Search results
Generalising, the difference between the two kinds of meaning is this: it is consistent with something's having non-natural meaning that what it non-naturally means is false; but it is not consistent with something's having natural meaning that what it naturally means is false.
- Hide Tip
Personalise your OpenLearn profile, save your favourite...
- Hide Tip
Communication, non-natural meaning, is about the recognition and expression of intentions. Context plays a very important role here. As listeners, we normally use the context in which a sentence is used to extrapolate its meaning, in other words the intentions of the speaker.
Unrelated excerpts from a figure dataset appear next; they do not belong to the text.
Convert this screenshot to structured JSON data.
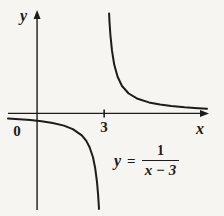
{
  "chart_data": {
    "type": "line",
    "title": "",
    "function": "y = 1/(x-3)",
    "asymptote_x": 3,
    "xlabel": "x",
    "ylabel": "y",
    "origin_label": "0",
    "xticks": [
      {
        "value": 3,
        "label": "3"
      }
    ],
    "xlim": [
      -1.3,
      7.6
    ],
    "ylim": [
      -4.4,
      4.62
    ],
    "grid": false,
    "axis_color": "#1c1c1c",
    "curve_color": "#1c1c1c",
    "series": [
      {
        "name": "left-branch",
        "points": [
          [
            -1.3,
            -0.233
          ],
          [
            -0.8,
            -0.263
          ],
          [
            -0.3,
            -0.303
          ],
          [
            0.2,
            -0.357
          ],
          [
            0.7,
            -0.435
          ],
          [
            1.2,
            -0.556
          ],
          [
            1.6,
            -0.714
          ],
          [
            2.0,
            -1.0
          ],
          [
            2.2,
            -1.25
          ],
          [
            2.35,
            -1.538
          ],
          [
            2.5,
            -2.0
          ],
          [
            2.6,
            -2.5
          ],
          [
            2.68,
            -3.125
          ],
          [
            2.73,
            -3.704
          ],
          [
            2.77,
            -4.35
          ]
        ]
      },
      {
        "name": "right-branch",
        "points": [
          [
            3.22,
            4.545
          ],
          [
            3.24,
            4.167
          ],
          [
            3.28,
            3.571
          ],
          [
            3.35,
            2.857
          ],
          [
            3.45,
            2.222
          ],
          [
            3.6,
            1.667
          ],
          [
            3.8,
            1.25
          ],
          [
            4.1,
            0.909
          ],
          [
            4.5,
            0.667
          ],
          [
            5.0,
            0.5
          ],
          [
            5.5,
            0.4
          ],
          [
            6.0,
            0.333
          ],
          [
            6.6,
            0.278
          ],
          [
            7.2,
            0.238
          ],
          [
            7.6,
            0.217
          ]
        ]
      }
    ],
    "equation_label": {
      "lhs": "y",
      "equals": "=",
      "numerator": "1",
      "denominator": "x − 3"
    }
  }
}
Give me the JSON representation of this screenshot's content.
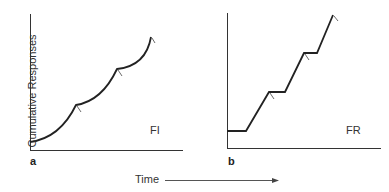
{
  "figure": {
    "y_axis_label": "Cumulative Responses",
    "x_axis_label": "Time",
    "panels": [
      {
        "letter": "a",
        "schedule_label": "FI"
      },
      {
        "letter": "b",
        "schedule_label": "FR"
      }
    ]
  },
  "colors": {
    "line": "#222222",
    "axis": "#333333",
    "arrow": "#555555"
  }
}
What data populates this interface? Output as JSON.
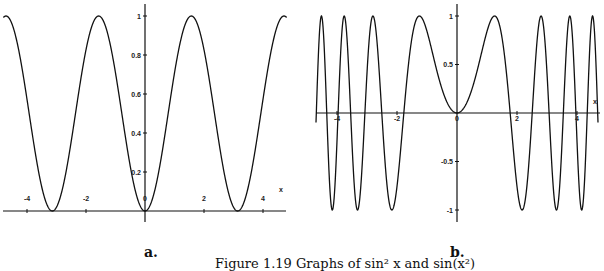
{
  "figure": {
    "caption": "Figure 1.19  Graphs of sin² x and sin(x²)",
    "panels": [
      {
        "label": "a."
      },
      {
        "label": "b."
      }
    ]
  },
  "chart_data": [
    {
      "type": "line",
      "panel": "a",
      "function": "sin^2(x)",
      "title": "",
      "xlabel": "x",
      "ylabel": "",
      "xlim": [
        -4.8,
        4.8
      ],
      "ylim": [
        0,
        1
      ],
      "x_ticks": [
        "-4",
        "-2",
        "0",
        "2",
        "4"
      ],
      "y_ticks": [
        "0",
        "0.2",
        "0.4",
        "0.6",
        "0.8",
        "1"
      ],
      "grid": false,
      "series": [
        {
          "name": "sin^2 x",
          "color": "#111111"
        }
      ]
    },
    {
      "type": "line",
      "panel": "b",
      "function": "sin(x^2)",
      "title": "",
      "xlabel": "x",
      "ylabel": "",
      "xlim": [
        -4.7,
        4.7
      ],
      "ylim": [
        -1,
        1
      ],
      "x_ticks": [
        "-4",
        "-2",
        "0",
        "2",
        "4"
      ],
      "y_ticks": [
        "-1",
        "-0.5",
        "0",
        "0.5",
        "1"
      ],
      "grid": false,
      "series": [
        {
          "name": "sin(x^2)",
          "color": "#111111"
        }
      ]
    }
  ]
}
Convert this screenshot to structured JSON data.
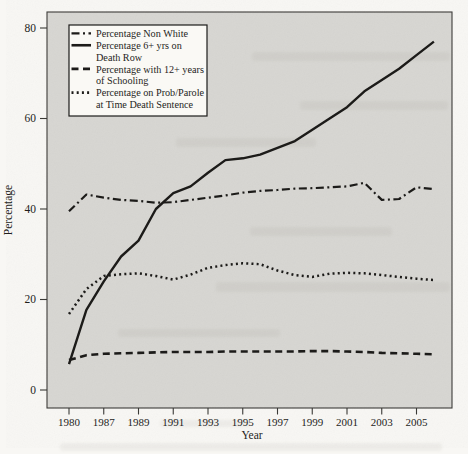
{
  "figure": {
    "page_bg": "#f8f7f4",
    "plot_bg": "#d7d6d2",
    "line_color": "#1c1b19",
    "legend_bg": "#faf9f5",
    "axis_color": "#3a3936"
  },
  "chart_data": {
    "type": "line",
    "title": "",
    "xlabel": "Year",
    "ylabel": "Percentage",
    "ylim": [
      0,
      80
    ],
    "y_ticks": [
      0,
      20,
      40,
      60,
      80
    ],
    "x_tick_years": [
      "1980",
      "1987",
      "1989",
      "1991",
      "1993",
      "1995",
      "1997",
      "1999",
      "2001",
      "2003",
      "2005"
    ],
    "x": [
      1980,
      1986,
      1987,
      1988,
      1989,
      1990,
      1991,
      1992,
      1993,
      1994,
      1995,
      1996,
      1997,
      1998,
      1999,
      2000,
      2001,
      2002,
      2003,
      2004,
      2005,
      2006
    ],
    "grid": false,
    "legend_position": "top-left",
    "series": [
      {
        "name": "Percentage Non White",
        "legend_lines": [
          "Percentage Non White"
        ],
        "style": "dashdot",
        "values": [
          39.5,
          43.2,
          42.5,
          42.0,
          41.8,
          41.4,
          41.5,
          42.0,
          42.5,
          43.0,
          43.6,
          44.0,
          44.2,
          44.5,
          44.6,
          44.8,
          45.0,
          45.8,
          42.0,
          42.2,
          44.8,
          44.4
        ]
      },
      {
        "name": "Percentage 6+ yrs on Death Row",
        "legend_lines": [
          "Percentage 6+ yrs on",
          "Death Row"
        ],
        "style": "solid",
        "values": [
          5.7,
          17.7,
          24.0,
          29.5,
          33.0,
          40.0,
          43.5,
          45.0,
          48.0,
          50.8,
          51.2,
          52.0,
          53.5,
          55.0,
          57.5,
          60.0,
          62.5,
          66.0,
          68.5,
          71.0,
          74.0,
          77.0
        ]
      },
      {
        "name": "Percentage with 12+ years of Schooling",
        "legend_lines": [
          "Percentage with 12+ years",
          "of Schooling"
        ],
        "style": "dashed",
        "values": [
          6.6,
          7.7,
          8.0,
          8.1,
          8.2,
          8.3,
          8.4,
          8.4,
          8.4,
          8.5,
          8.5,
          8.5,
          8.5,
          8.5,
          8.6,
          8.6,
          8.5,
          8.4,
          8.2,
          8.1,
          8.0,
          7.9
        ]
      },
      {
        "name": "Percentage on Prob/Parole at Time Death Sentence",
        "legend_lines": [
          "Percentage on Prob/Parole",
          "at Time Death Sentence"
        ],
        "style": "dotted",
        "values": [
          16.8,
          22.3,
          25.2,
          25.6,
          25.8,
          25.2,
          24.4,
          25.5,
          27.0,
          27.6,
          28.0,
          27.8,
          26.4,
          25.4,
          25.0,
          25.7,
          25.9,
          25.8,
          25.4,
          25.0,
          24.6,
          24.3
        ]
      }
    ]
  }
}
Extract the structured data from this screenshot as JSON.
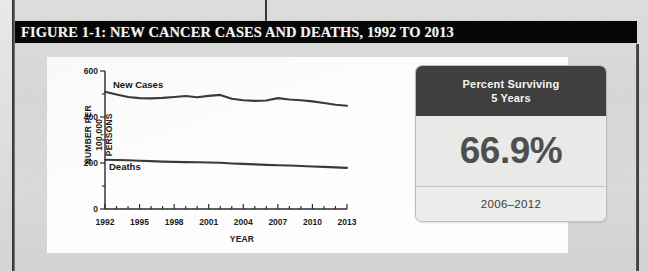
{
  "figure": {
    "title": "FIGURE 1-1: NEW CANCER CASES AND DEATHS, 1992 TO 2013"
  },
  "survival_card": {
    "header_line1": "Percent Surviving",
    "header_line2": "5 Years",
    "value": "66.9%",
    "period": "2006–2012"
  },
  "chart_data": {
    "type": "line",
    "title": "",
    "xlabel": "YEAR",
    "ylabel": "NUMBER PER 100,000 PERSONS",
    "ylim": [
      0,
      600
    ],
    "yticks": [
      0,
      200,
      400,
      600
    ],
    "ytick_labels": [
      "0",
      "200",
      "400",
      "600"
    ],
    "xlim": [
      1992,
      2013
    ],
    "xticks": [
      1992,
      1995,
      1998,
      2001,
      2004,
      2007,
      2010,
      2013
    ],
    "xtick_labels": [
      "1992",
      "1995",
      "1998",
      "2001",
      "2004",
      "2007",
      "2010",
      "2013"
    ],
    "minor_xticks_every": 1,
    "grid": false,
    "legend": "inline-labels",
    "x": [
      1992,
      1993,
      1994,
      1995,
      1996,
      1997,
      1998,
      1999,
      2000,
      2001,
      2002,
      2003,
      2004,
      2005,
      2006,
      2007,
      2008,
      2009,
      2010,
      2011,
      2012,
      2013
    ],
    "series": [
      {
        "name": "New Cases",
        "label": "New Cases",
        "color": "#3a3a3a",
        "values": [
          510,
          498,
          487,
          482,
          481,
          483,
          487,
          491,
          486,
          492,
          496,
          479,
          473,
          470,
          472,
          482,
          476,
          473,
          468,
          461,
          453,
          449
        ]
      },
      {
        "name": "Deaths",
        "label": "Deaths",
        "color": "#3a3a3a",
        "values": [
          214,
          213,
          212,
          210,
          208,
          206,
          205,
          204,
          203,
          202,
          201,
          198,
          196,
          194,
          192,
          190,
          189,
          187,
          185,
          183,
          181,
          179
        ]
      }
    ]
  }
}
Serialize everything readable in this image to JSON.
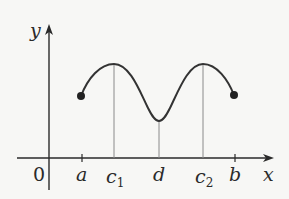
{
  "diagram": {
    "axes": {
      "x_label": "x",
      "y_label": "y",
      "origin_label": "0"
    },
    "ticks": [
      {
        "id": "a",
        "label": "a",
        "sub": ""
      },
      {
        "id": "c1",
        "label": "c",
        "sub": "1"
      },
      {
        "id": "d",
        "label": "d",
        "sub": ""
      },
      {
        "id": "c2",
        "label": "c",
        "sub": "2"
      },
      {
        "id": "b",
        "label": "b",
        "sub": ""
      }
    ],
    "curve": {
      "description": "continuous function on [a,b] with local maxima at c1 and c2, local minimum at d, closed endpoints at a and b",
      "color": "#333333"
    }
  }
}
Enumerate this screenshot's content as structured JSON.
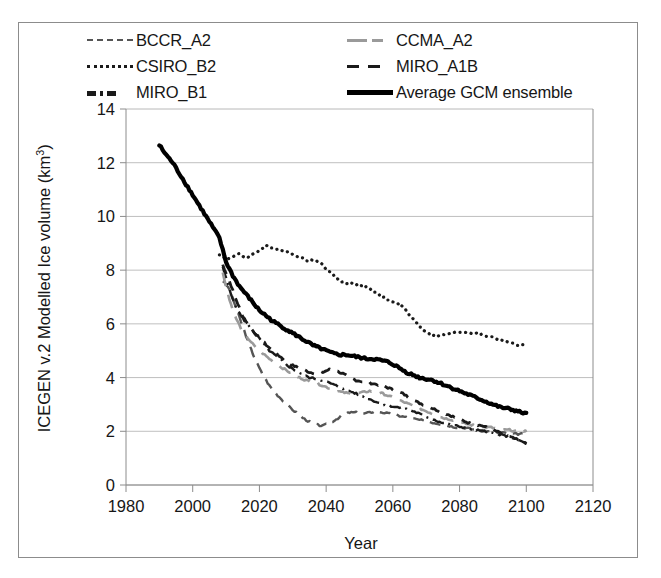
{
  "chart_data": {
    "type": "line",
    "title": "",
    "xlabel": "Year",
    "ylabel": "ICEGEN v.2 Modelled Ice volume (km3)",
    "ylabel_base": "ICEGEN v.2 Modelled Ice volume (km",
    "ylabel_sup": "3",
    "ylabel_close": ")",
    "xlim": [
      1980,
      2120
    ],
    "ylim": [
      0,
      14
    ],
    "xticks": [
      1980,
      2000,
      2020,
      2040,
      2060,
      2080,
      2100,
      2120
    ],
    "yticks": [
      0,
      2,
      4,
      6,
      8,
      10,
      12,
      14
    ],
    "grid": "horizontal",
    "legend_position": "above-plot",
    "series": [
      {
        "name": "BCCR_A2",
        "style": "long-dash",
        "color": "#555555",
        "x": [
          2009,
          2011,
          2013,
          2015,
          2017,
          2019,
          2021,
          2023,
          2025,
          2027,
          2029,
          2031,
          2033,
          2035,
          2037,
          2039,
          2041,
          2043,
          2045,
          2047,
          2049,
          2051,
          2053,
          2055,
          2057,
          2059,
          2061,
          2063,
          2065,
          2067,
          2069,
          2071,
          2073,
          2075,
          2077,
          2079,
          2081,
          2083,
          2085,
          2087,
          2089,
          2091,
          2093,
          2095,
          2097,
          2099,
          2100
        ],
        "y": [
          7.6,
          7.3,
          6.6,
          5.9,
          5.2,
          4.6,
          4.1,
          3.7,
          3.4,
          3.15,
          2.9,
          2.7,
          2.5,
          2.35,
          2.25,
          2.2,
          2.3,
          2.45,
          2.6,
          2.7,
          2.7,
          2.65,
          2.7,
          2.75,
          2.7,
          2.65,
          2.6,
          2.55,
          2.5,
          2.45,
          2.4,
          2.35,
          2.3,
          2.25,
          2.2,
          2.15,
          2.15,
          2.1,
          2.05,
          2.0,
          2.0,
          1.95,
          1.95,
          1.9,
          1.9,
          1.9,
          1.9
        ]
      },
      {
        "name": "CSIRO_B2",
        "style": "dotted",
        "color": "#1a1a1a",
        "x": [
          2008,
          2010,
          2012,
          2014,
          2016,
          2018,
          2020,
          2022,
          2024,
          2026,
          2028,
          2030,
          2032,
          2034,
          2036,
          2038,
          2040,
          2042,
          2044,
          2046,
          2048,
          2050,
          2052,
          2054,
          2056,
          2058,
          2060,
          2062,
          2064,
          2066,
          2068,
          2070,
          2072,
          2074,
          2076,
          2078,
          2080,
          2082,
          2084,
          2086,
          2088,
          2090,
          2092,
          2094,
          2096,
          2098,
          2100
        ],
        "y": [
          8.6,
          8.4,
          8.5,
          8.6,
          8.45,
          8.6,
          8.75,
          8.9,
          8.85,
          8.75,
          8.7,
          8.6,
          8.5,
          8.35,
          8.4,
          8.3,
          8.05,
          7.85,
          7.6,
          7.5,
          7.5,
          7.45,
          7.4,
          7.2,
          7.1,
          6.95,
          6.8,
          6.75,
          6.5,
          6.2,
          5.9,
          5.7,
          5.6,
          5.55,
          5.6,
          5.65,
          5.7,
          5.7,
          5.65,
          5.6,
          5.55,
          5.5,
          5.4,
          5.35,
          5.25,
          5.2,
          5.2
        ]
      },
      {
        "name": "MIRO_B1",
        "style": "dash-dot",
        "color": "#1a1a1a",
        "x": [
          2009,
          2011,
          2013,
          2015,
          2017,
          2019,
          2021,
          2023,
          2025,
          2027,
          2029,
          2031,
          2033,
          2035,
          2037,
          2039,
          2041,
          2043,
          2045,
          2047,
          2049,
          2051,
          2053,
          2055,
          2057,
          2059,
          2061,
          2063,
          2065,
          2067,
          2069,
          2071,
          2073,
          2075,
          2077,
          2079,
          2081,
          2083,
          2085,
          2087,
          2089,
          2091,
          2093,
          2095,
          2097,
          2099,
          2100
        ],
        "y": [
          8.1,
          7.3,
          6.6,
          6.2,
          5.9,
          5.6,
          5.3,
          5.0,
          4.8,
          4.6,
          4.4,
          4.25,
          4.1,
          4.0,
          3.95,
          3.9,
          3.8,
          3.7,
          3.6,
          3.5,
          3.4,
          3.3,
          3.2,
          3.1,
          3.0,
          2.95,
          2.9,
          2.85,
          2.8,
          2.7,
          2.6,
          2.5,
          2.4,
          2.3,
          2.25,
          2.2,
          2.15,
          2.1,
          2.05,
          2.0,
          1.95,
          1.9,
          1.85,
          1.8,
          1.7,
          1.6,
          1.55
        ]
      },
      {
        "name": "CCMA_A2",
        "style": "gray-long-dash",
        "color": "#9a9a9a",
        "x": [
          2009,
          2011,
          2013,
          2015,
          2017,
          2019,
          2021,
          2023,
          2025,
          2027,
          2029,
          2031,
          2033,
          2035,
          2037,
          2039,
          2041,
          2043,
          2045,
          2047,
          2049,
          2051,
          2053,
          2055,
          2057,
          2059,
          2061,
          2063,
          2065,
          2067,
          2069,
          2071,
          2073,
          2075,
          2077,
          2079,
          2081,
          2083,
          2085,
          2087,
          2089,
          2091,
          2093,
          2095,
          2097,
          2099,
          2100
        ],
        "y": [
          7.9,
          6.9,
          6.2,
          5.7,
          5.4,
          5.1,
          4.9,
          4.7,
          4.5,
          4.35,
          4.2,
          4.05,
          3.95,
          3.85,
          3.8,
          3.7,
          3.6,
          3.5,
          3.45,
          3.4,
          3.4,
          3.45,
          3.5,
          3.45,
          3.4,
          3.3,
          3.2,
          3.1,
          3.0,
          2.9,
          2.8,
          2.7,
          2.6,
          2.5,
          2.45,
          2.4,
          2.3,
          2.25,
          2.2,
          2.15,
          2.15,
          2.1,
          2.05,
          2.05,
          2.0,
          2.0,
          2.0
        ]
      },
      {
        "name": "MIRO_A1B",
        "style": "dash",
        "color": "#1a1a1a",
        "x": [
          2009,
          2011,
          2013,
          2015,
          2017,
          2019,
          2021,
          2023,
          2025,
          2027,
          2029,
          2031,
          2033,
          2035,
          2037,
          2039,
          2041,
          2043,
          2045,
          2047,
          2049,
          2051,
          2053,
          2055,
          2057,
          2059,
          2061,
          2063,
          2065,
          2067,
          2069,
          2071,
          2073,
          2075,
          2077,
          2079,
          2081,
          2083,
          2085,
          2087,
          2089,
          2091,
          2093,
          2095,
          2097,
          2099,
          2100
        ],
        "y": [
          8.2,
          7.6,
          6.9,
          6.3,
          5.9,
          5.6,
          5.35,
          5.1,
          4.9,
          4.7,
          4.5,
          4.4,
          4.3,
          4.2,
          4.15,
          4.2,
          4.3,
          4.25,
          4.15,
          4.0,
          3.9,
          3.85,
          3.8,
          3.75,
          3.7,
          3.6,
          3.5,
          3.4,
          3.25,
          3.1,
          3.0,
          2.9,
          2.8,
          2.7,
          2.6,
          2.5,
          2.4,
          2.3,
          2.25,
          2.2,
          2.1,
          2.0,
          1.9,
          1.8,
          1.7,
          1.6,
          1.55
        ]
      },
      {
        "name": "Average GCM ensemble",
        "style": "solid-thick",
        "color": "#000000",
        "x": [
          1990,
          1992,
          1994,
          1996,
          1998,
          2000,
          2002,
          2004,
          2006,
          2008,
          2010,
          2012,
          2014,
          2016,
          2018,
          2020,
          2022,
          2024,
          2026,
          2028,
          2030,
          2032,
          2034,
          2036,
          2038,
          2040,
          2042,
          2044,
          2046,
          2048,
          2050,
          2052,
          2054,
          2056,
          2058,
          2060,
          2062,
          2064,
          2066,
          2068,
          2070,
          2072,
          2074,
          2076,
          2078,
          2080,
          2082,
          2084,
          2086,
          2088,
          2090,
          2092,
          2094,
          2096,
          2098,
          2100
        ],
        "y": [
          12.65,
          12.3,
          12.0,
          11.6,
          11.2,
          10.8,
          10.4,
          10.0,
          9.6,
          9.2,
          8.3,
          7.8,
          7.4,
          7.1,
          6.8,
          6.5,
          6.3,
          6.1,
          5.95,
          5.8,
          5.65,
          5.5,
          5.35,
          5.2,
          5.1,
          5.0,
          4.9,
          4.85,
          4.85,
          4.8,
          4.75,
          4.7,
          4.7,
          4.65,
          4.6,
          4.5,
          4.35,
          4.2,
          4.1,
          4.0,
          3.95,
          3.9,
          3.8,
          3.7,
          3.6,
          3.5,
          3.4,
          3.3,
          3.2,
          3.1,
          3.0,
          2.9,
          2.85,
          2.8,
          2.72,
          2.65
        ]
      }
    ]
  },
  "legend": {
    "items": [
      {
        "label": "BCCR_A2",
        "style": "bccr"
      },
      {
        "label": "CSIRO_B2",
        "style": "csiro"
      },
      {
        "label": "MIRO_B1",
        "style": "mirob1"
      },
      {
        "label": "CCMA_A2",
        "style": "ccma"
      },
      {
        "label": "MIRO_A1B",
        "style": "miroa1b"
      },
      {
        "label": "Average GCM ensemble",
        "style": "avg"
      }
    ]
  },
  "axes": {
    "x_label": "Year",
    "x_tick_labels": [
      "1980",
      "2000",
      "2020",
      "2040",
      "2060",
      "2080",
      "2100",
      "2120"
    ],
    "y_tick_labels": [
      "0",
      "2",
      "4",
      "6",
      "8",
      "10",
      "12",
      "14"
    ]
  },
  "colors": {
    "frame": "#8c8c8c",
    "grid": "#b8b8b8",
    "ensemble": "#000000",
    "ccma": "#9a9a9a"
  }
}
I am currently reading "Meaning" and "Logic and Conversation" by Paul Grice. I find it a little difficult to differentiate clearly between his concepts "natural meaning", "non-natural meaning", "conventional implicature" and "generalized conversational implicature". So far this is what I gathered:
One criterion for distinguishing natural from non-natural uses of ‘means’ is that x meansn p entails p, whereas x meansnn p does not. E.g., the fact that that smoke means fire entails that there exists some fire, and the fact that her spots mean measles entails that she has measles.
- 60KB
- 4
Natural and Non-Natural Meaning. Grice begins by making an important distinction between two species of meaning that it is particularly easy to confuse, which he labels natural meaning and non-natural meaning. (a) Those spots on your face mean you have measles.
- 82KB
- 3
Such a semantics focuses on the use of language to communicate. Hence Grice begins with an attempt to isolate a particular kind of meaning, which he calls ‘communicative meaning’, or ‘nonnatural meaning’ (meaningNN). NATURAL VS. NON-NATURAL MEANING.
People also ask
What is the difference between natural and non-natural meaning?
How does Grice distinguish natural meaning and non-natural meaning?
What is Grice's distinction between conventional and natural meaning?
What are non linguistic parallels?
What is natural meaning?
Are explicit linguistic intentions rare?
When the expressions are used in the kind of way in which they are used in the second set of sentences, I shall speak of the sense, or senses, in which they are used, as the nonnatural sense, or senses, of the expressions in question. I shall use the abbreviation "meansNN" to distinguish the nonnatural sense or senses.